Welcome!
I write cultural criticism rooted in Christian theology, ranging from scholarly critiques to pop culture analyses to personal reflections. I co-founded the podcast-plus-publication Orders of Magnitude under the pen name Acton Bell. I’ve been a staff writer and associate editor at Christ and Pop Culture for the past five years, as well as a freelancer contributing to the Front Porch Republic, the Christian Research Journal, and Salt and Iron.
While I earned my degree in English and am an avid reader of classic literature and non-fiction, I worked for a time at Washington University School of Medicine overseeing clinical trials for patients with blood and bone marrow cancers. (I’m still not exactly sure how I got the job, but I learned as much there as I did in college.) To this day, my writing is informed by having seen “how the sausage is made,” scientifically speaking, and by witnessing the anguish of cancer patients up close. I find myself returning to such thorny questions as: How much of our embodied experience is a problem to be solved rather than a reality to be borne? How do I respect my body’s nature and limits? How do I suffer and die?
I’m a Christian, born and raised, having spent years as a non-denominational evangelical, then a Baptist, then a Reformed Presbyterian, and now a Catholic chrismated under the name of St. Hildegard of Bingen. Religiously speaking, I’ve always been gripped by questions about the meaning of the body, and how each strand of the faith was able (or unable) to properly speak to my experience as a limited, mortal, fruitful, and sexed creature — to my experience as a woman. The more liturgical, sacramental, and ritually beautiful the tradition, the more participatory it was for my body, and the deeper I found it to be.
I’ve been a wife for nearly twenty-five years, a stay-at-home mother for eighteen years, and a classical homeschooler for thirteen. I made it my ambition to focus on one thing at a time: first on my children, and then (as they’ve grown and need me differently now) on writing. One of the benefits of living life in stages rather than trying to “have it all” at the same time is that I finally have enough experience — of marriage, motherhood, friendship, failure, suffering, loss, faith, and changing my mind about important things — to feel I have something to say. Something that isn’t theoretical or idealized, but practical and embodied.
You can find links (and short descriptions) for my previously published essays under Publications. I write about women, gender, sex, marriage, technology, theology, symbolism, therapy, evolution, suffering, virtue, death, and embodiment.
You can find my podcast (the OoMPod) and latest writings at Orders of Magnitude (here on Substack), with new articles coming out every week. Jessica Otey (aka George Sand) and I read and write in conversation around real books — the kind where you turn the pages (instead of scrolling), write in the margins, and pass on to a friend. Join us!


**WHAT IS REQUIRED**
Your reply must be the number of lines in the entries that hold the word "link", and nothing else.

[RECORDS]

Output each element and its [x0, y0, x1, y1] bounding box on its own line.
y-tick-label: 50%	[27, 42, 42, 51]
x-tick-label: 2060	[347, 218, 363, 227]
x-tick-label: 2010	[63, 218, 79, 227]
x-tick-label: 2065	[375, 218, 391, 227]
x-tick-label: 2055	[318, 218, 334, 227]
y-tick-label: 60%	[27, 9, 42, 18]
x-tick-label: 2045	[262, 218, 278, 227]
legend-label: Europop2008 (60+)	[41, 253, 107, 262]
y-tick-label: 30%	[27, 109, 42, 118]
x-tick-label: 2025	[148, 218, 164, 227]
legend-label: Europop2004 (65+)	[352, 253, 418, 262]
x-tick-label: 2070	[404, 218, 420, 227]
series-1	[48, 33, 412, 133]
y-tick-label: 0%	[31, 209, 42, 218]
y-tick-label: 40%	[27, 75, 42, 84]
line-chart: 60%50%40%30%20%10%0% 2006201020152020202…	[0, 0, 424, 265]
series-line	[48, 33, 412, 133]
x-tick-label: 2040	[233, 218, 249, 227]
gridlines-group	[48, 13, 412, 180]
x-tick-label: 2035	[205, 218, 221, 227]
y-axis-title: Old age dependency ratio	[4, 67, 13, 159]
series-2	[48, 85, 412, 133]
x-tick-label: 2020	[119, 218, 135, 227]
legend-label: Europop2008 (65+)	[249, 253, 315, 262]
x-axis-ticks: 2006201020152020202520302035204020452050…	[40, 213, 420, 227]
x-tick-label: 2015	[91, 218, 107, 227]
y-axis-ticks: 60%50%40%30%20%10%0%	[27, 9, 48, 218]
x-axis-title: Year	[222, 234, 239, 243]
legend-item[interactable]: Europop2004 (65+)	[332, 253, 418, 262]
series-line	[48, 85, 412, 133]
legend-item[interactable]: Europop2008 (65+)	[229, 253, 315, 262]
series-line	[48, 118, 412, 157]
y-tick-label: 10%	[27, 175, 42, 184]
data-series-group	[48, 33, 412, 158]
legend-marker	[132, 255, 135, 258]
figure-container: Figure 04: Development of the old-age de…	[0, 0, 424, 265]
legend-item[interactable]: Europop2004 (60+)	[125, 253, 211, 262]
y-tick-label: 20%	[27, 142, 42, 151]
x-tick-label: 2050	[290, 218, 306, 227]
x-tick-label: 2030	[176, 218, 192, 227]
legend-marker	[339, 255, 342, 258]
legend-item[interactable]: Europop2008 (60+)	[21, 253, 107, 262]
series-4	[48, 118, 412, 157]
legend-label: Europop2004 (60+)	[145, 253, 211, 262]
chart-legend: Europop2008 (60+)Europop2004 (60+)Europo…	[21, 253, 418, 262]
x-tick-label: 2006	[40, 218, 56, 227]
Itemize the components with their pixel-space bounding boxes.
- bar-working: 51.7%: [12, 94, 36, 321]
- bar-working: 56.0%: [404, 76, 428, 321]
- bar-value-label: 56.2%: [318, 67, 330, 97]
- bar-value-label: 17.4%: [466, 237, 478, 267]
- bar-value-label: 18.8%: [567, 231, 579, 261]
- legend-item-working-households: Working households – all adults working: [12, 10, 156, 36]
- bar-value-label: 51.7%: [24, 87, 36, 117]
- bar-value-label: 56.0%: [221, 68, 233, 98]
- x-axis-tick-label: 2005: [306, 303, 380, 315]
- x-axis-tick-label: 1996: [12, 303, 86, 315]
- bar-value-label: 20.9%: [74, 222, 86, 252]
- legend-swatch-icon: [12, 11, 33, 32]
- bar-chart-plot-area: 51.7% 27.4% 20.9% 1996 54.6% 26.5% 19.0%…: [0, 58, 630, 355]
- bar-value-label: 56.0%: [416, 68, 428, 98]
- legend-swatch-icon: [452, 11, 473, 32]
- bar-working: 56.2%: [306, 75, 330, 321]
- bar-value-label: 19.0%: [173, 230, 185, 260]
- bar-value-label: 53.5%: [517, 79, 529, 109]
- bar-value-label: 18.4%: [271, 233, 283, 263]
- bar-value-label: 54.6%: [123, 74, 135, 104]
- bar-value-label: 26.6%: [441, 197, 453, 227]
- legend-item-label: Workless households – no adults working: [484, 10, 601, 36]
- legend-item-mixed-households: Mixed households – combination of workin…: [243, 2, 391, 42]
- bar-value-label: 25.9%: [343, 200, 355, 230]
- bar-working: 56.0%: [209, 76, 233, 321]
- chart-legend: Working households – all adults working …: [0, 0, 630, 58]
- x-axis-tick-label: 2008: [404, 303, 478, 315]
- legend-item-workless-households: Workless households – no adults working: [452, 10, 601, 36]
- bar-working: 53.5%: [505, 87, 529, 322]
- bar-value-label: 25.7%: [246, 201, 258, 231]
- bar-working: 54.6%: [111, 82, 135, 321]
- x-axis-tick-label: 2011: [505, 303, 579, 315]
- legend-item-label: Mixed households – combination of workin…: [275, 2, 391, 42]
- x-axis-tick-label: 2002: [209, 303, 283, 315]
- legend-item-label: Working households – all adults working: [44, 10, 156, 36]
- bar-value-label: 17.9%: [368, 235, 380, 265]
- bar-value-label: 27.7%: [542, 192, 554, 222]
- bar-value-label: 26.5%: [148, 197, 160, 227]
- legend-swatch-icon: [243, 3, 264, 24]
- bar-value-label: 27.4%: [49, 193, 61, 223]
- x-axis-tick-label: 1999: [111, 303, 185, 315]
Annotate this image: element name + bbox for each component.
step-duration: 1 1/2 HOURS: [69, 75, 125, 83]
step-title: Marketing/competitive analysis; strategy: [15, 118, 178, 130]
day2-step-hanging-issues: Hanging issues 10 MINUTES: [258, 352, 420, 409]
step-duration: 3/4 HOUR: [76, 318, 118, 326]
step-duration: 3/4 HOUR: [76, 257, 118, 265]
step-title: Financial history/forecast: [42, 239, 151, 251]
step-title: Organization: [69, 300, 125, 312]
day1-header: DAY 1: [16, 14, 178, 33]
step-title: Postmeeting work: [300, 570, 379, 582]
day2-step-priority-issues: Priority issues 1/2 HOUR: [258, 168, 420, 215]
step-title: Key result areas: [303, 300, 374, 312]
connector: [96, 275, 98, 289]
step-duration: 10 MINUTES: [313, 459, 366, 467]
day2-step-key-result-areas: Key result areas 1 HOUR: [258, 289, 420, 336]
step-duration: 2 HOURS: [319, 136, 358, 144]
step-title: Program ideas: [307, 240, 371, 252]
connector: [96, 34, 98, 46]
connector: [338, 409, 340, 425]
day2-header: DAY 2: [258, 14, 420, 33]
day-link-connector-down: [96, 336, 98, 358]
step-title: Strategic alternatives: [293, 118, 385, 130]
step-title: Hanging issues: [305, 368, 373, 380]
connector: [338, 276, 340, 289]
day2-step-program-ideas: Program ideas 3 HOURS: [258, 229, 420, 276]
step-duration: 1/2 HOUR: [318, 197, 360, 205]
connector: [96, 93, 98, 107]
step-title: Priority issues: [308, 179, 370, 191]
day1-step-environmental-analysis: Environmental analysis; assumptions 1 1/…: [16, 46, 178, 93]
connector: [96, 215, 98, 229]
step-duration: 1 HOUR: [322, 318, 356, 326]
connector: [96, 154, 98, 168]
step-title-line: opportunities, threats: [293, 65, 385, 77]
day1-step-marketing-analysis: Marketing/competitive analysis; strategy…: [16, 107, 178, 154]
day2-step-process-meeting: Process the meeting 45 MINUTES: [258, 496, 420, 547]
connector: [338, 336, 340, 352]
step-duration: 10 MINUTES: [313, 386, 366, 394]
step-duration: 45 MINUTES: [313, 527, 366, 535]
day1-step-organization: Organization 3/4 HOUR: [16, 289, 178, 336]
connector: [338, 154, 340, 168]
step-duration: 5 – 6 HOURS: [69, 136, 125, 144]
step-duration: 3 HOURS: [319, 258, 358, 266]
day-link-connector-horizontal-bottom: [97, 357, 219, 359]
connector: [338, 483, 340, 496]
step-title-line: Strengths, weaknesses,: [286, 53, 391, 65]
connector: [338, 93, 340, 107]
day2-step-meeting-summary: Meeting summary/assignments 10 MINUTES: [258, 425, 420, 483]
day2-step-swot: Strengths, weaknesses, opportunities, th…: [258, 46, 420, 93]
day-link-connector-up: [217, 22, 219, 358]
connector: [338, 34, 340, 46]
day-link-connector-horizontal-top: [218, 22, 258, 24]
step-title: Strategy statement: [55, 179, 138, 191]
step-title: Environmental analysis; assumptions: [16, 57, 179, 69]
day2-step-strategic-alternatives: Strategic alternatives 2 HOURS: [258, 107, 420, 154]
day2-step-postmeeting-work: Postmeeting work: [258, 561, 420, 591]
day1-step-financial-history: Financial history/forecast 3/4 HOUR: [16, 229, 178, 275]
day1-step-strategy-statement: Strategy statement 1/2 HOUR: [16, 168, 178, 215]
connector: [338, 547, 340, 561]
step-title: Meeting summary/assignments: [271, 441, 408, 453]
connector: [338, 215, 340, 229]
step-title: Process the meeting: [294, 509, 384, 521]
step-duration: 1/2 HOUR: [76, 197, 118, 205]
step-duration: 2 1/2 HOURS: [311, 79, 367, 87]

[/RECORDS]
[RECORDS]

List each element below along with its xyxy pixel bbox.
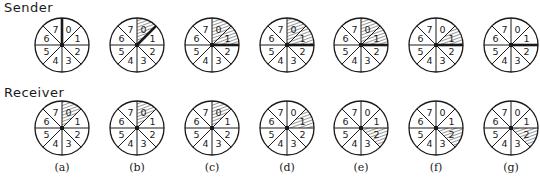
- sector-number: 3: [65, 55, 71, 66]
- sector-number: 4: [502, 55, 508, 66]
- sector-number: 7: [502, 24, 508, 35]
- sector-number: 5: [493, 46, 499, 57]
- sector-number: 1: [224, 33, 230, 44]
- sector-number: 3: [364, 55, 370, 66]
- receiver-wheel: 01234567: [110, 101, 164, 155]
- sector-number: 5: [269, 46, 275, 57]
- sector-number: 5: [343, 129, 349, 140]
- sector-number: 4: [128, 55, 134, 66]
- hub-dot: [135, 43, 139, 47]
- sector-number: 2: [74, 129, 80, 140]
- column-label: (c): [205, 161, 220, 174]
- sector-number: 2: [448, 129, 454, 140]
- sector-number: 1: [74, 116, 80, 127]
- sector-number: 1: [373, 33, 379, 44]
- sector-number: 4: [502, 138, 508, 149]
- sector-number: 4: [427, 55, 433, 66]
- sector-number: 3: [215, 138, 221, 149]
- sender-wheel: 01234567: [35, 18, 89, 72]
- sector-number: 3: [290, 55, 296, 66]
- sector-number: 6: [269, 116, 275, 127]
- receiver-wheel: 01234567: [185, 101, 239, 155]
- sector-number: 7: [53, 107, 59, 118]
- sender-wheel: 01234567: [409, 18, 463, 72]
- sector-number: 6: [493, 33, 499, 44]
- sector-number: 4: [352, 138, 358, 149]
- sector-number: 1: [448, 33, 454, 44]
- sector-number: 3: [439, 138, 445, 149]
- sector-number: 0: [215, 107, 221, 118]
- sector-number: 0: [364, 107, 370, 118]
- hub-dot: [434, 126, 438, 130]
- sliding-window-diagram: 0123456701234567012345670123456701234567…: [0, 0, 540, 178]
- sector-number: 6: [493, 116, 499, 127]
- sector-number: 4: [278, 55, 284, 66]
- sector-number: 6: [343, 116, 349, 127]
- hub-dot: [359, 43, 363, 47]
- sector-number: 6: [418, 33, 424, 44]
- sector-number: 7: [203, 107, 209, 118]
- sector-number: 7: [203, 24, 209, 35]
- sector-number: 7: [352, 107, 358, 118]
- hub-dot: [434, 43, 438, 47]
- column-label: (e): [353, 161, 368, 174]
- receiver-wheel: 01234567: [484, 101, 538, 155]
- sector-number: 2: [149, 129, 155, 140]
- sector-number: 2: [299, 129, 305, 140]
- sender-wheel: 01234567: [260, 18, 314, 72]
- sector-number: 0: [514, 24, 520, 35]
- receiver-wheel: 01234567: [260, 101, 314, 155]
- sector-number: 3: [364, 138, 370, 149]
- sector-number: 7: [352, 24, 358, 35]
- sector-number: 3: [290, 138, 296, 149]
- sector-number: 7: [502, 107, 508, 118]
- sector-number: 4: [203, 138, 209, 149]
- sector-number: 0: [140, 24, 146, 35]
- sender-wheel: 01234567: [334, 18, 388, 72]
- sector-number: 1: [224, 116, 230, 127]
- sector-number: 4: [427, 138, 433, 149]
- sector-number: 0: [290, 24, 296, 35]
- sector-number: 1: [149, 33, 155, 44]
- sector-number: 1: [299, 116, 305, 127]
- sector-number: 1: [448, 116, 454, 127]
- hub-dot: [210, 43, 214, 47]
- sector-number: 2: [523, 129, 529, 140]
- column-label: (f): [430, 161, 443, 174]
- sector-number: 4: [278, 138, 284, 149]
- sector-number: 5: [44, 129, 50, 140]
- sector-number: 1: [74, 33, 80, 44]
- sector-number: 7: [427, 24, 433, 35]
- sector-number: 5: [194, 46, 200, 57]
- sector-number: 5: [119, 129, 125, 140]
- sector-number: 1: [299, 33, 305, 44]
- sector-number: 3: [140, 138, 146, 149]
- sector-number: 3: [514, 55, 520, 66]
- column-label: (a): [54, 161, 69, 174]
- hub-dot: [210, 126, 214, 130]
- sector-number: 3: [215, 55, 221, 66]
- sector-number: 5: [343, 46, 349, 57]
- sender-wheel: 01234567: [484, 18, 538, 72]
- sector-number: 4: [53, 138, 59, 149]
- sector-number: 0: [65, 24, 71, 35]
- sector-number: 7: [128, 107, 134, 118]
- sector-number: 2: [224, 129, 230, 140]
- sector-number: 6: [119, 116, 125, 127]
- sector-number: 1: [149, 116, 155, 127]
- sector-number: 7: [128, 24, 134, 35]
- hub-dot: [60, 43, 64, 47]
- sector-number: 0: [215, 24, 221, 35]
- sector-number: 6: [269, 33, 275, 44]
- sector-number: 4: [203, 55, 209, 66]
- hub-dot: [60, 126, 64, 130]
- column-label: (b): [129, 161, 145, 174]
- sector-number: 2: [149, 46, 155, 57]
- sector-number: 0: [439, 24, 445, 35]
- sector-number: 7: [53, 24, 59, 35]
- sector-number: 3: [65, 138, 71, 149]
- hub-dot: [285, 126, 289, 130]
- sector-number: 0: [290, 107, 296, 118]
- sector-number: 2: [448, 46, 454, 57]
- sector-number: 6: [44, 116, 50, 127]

[/RECORDS]

**YOUR RESPONSE**
4